A word of advice for all you rapists out there. Do try and keep your rape within the family. That way the law can sometimes not merely protect your anonymity, but even punish those who would publicly identify you. It's a rum old show, really, because the man who rapes his daughter or grand-daughter should be vilified above all men, but instead, if that is his unfortunate victim's choice, the law protects his identity even after conviction.
This is what has happened to the 59-year-old Galway farmer who raped and sexually abused each of his four daughters from the age of six to the age of 11. Since the oldest of the girls is now 32, we may conclude that this fine bucko was 33 when he began his career of paederasty, which lasted up until about six years ago. Twenty years or so of rape: 20 years of offences so terrible that the details of just one offence are both unthinkable and unprintable; yet the doer's identity is now concealed with the magic wand of legal anonymity.
Now since this creature is to be allowed to enjoy such anonymity, the least we might expect is that as a matter of course he would do so for the rest of his life in jail. And indeed, "life imprisonment" is what he got when sentenced by the Central Criminal Court, not just once, but 10 times over, on 12 sample charges from a doubtless vast harvest of rape spread over a score of years.
Mr Justice Carney could have made the sentences consecutive. However, he chose to make them concurrent. He explained that this would be "an advantage" to the man as it would give him access to the parole board in due course, whereas consecutive sentences would have prevented this. And the point of this "advantage" being precisely what, please? This is a world turned upside down. We know that appeals to parole boards during life sentences normally occur after about eight years; and that usually no one serves more than 14 years of a life sentence. This narrow interpretation of "life" might be a reasonable punishment for a single case of paederastic rape. But here we have no such thing. This was at least 20 years of rape, of all kinds: vaginal, oral, and anal, of such a studied and methodical nature that each of the four victims thought she was alone in her torment.
These girls were six when this began. If you haven't got a six-year-old girl immediately within vision, then go and find one. Then consider such deeds as those referred to above being done to her, just the once. Just once, now: to that tiny body, and to that infantile, helpless mind. Then consider that little girl again, and reflect upon this: such a frail and helpless child was the repeatedly violated vessel of her father's diseased lust for five or six years.

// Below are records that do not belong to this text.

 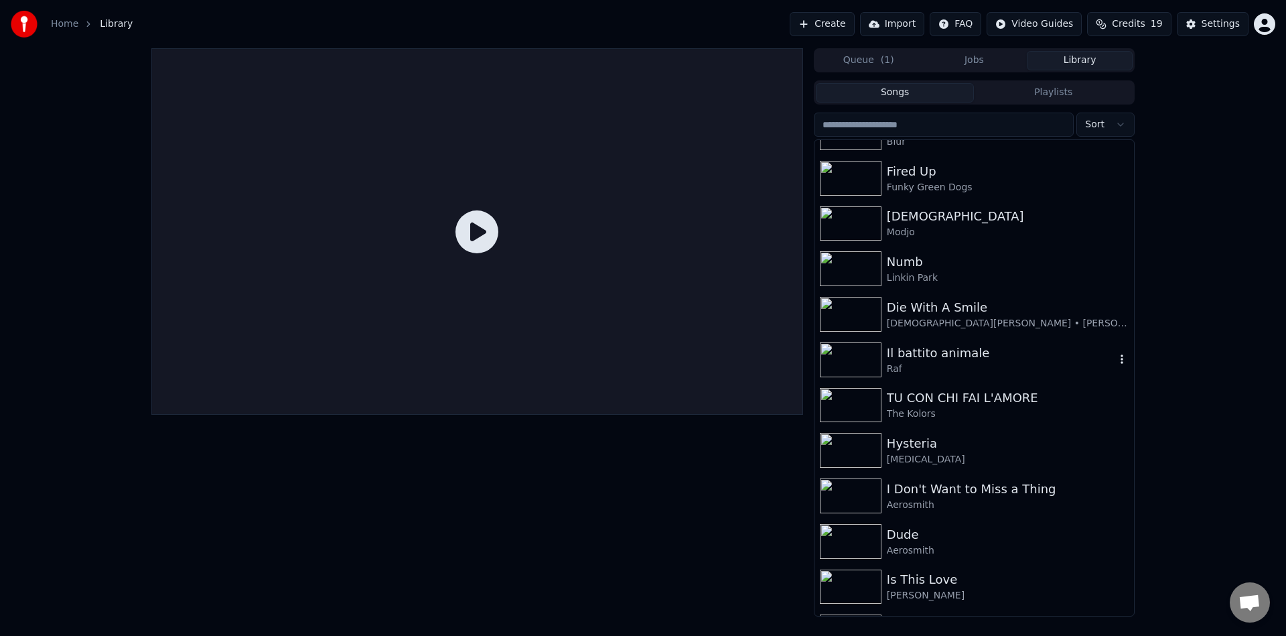 I want to click on div: Settings, so click(x=1220, y=24).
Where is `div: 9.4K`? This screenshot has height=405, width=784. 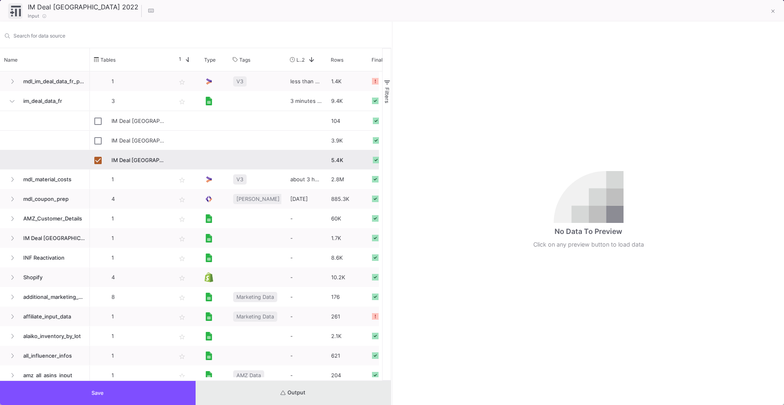 div: 9.4K is located at coordinates (347, 101).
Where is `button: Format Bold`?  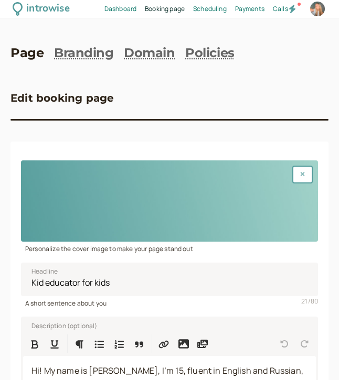 button: Format Bold is located at coordinates (35, 344).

What punishment fits that crime? If the single rape of a little child merits life imprisonment - and it does - what does the repeated rape of this innocent deserve? There is in fact no punishment which reflects either the evil involved or the way society feels about such an atrocity.
But stay. I haven't finished. This nameless animal did this to not just one of his daughters, but to all four, individually and over and over again, and often while the rest of the family were attending Mass. And he wasn't alone with a single girl on Sunday mornings by chance, for he was a devious, careful and methodical rapist of his daughters.
Of course, the court heard the usual effluvium of self-exculpatory piffle from the rapist - that he was sorry for what he had done, and that he didn't realise that his actions would have such a bad effect on his victims, and that he would rather take his punishment than putting them through the ordeal of having to give evidence in court.
This is vile, disingenuous stuff, on a par with all his vileness and violence for 20 or years or more, for he hadn't voluntarily owned up to his crimes. His children had made the charges, and conviction was a certainty: it was no sign of virtue to bow before the inevitable, merely further proof that he remains what he had always been - a cold and clinical calculator of odds.
This man committed a crime which society abhors almost above all others. Yet the court consciously decided to give him a sentence - of concurrent terms of life - which would enable him to have access to the parole board far sooner than he would have done from the other sentence - consecutive terms - at its disposal.
One question: why? For, since there really is no punishment suitable for him, life really should mean life. Moreover, the law should allow the castration of such men - firstly, to ensure that even their solitary sexual fantasies for children are removed for all time; secondly, to let them know of the savage, unremittingly condign punishment which society reserves for those who so abuse children.
Finally, the trial judge had no power over the anonymity of the accused: his name could not be disclosed without the behest of the victims, which - for purely understandable reasons - has not been given. But his entire neighbourhood knows who he is, and what he did, and therefore knows the names of his victims; yet the rest of us do not. Anonymity has not served to protect his victims within their community, as intended; it has merely served to protect nationally a thoroughly evil man. And that is certainly not justice being seen to be done.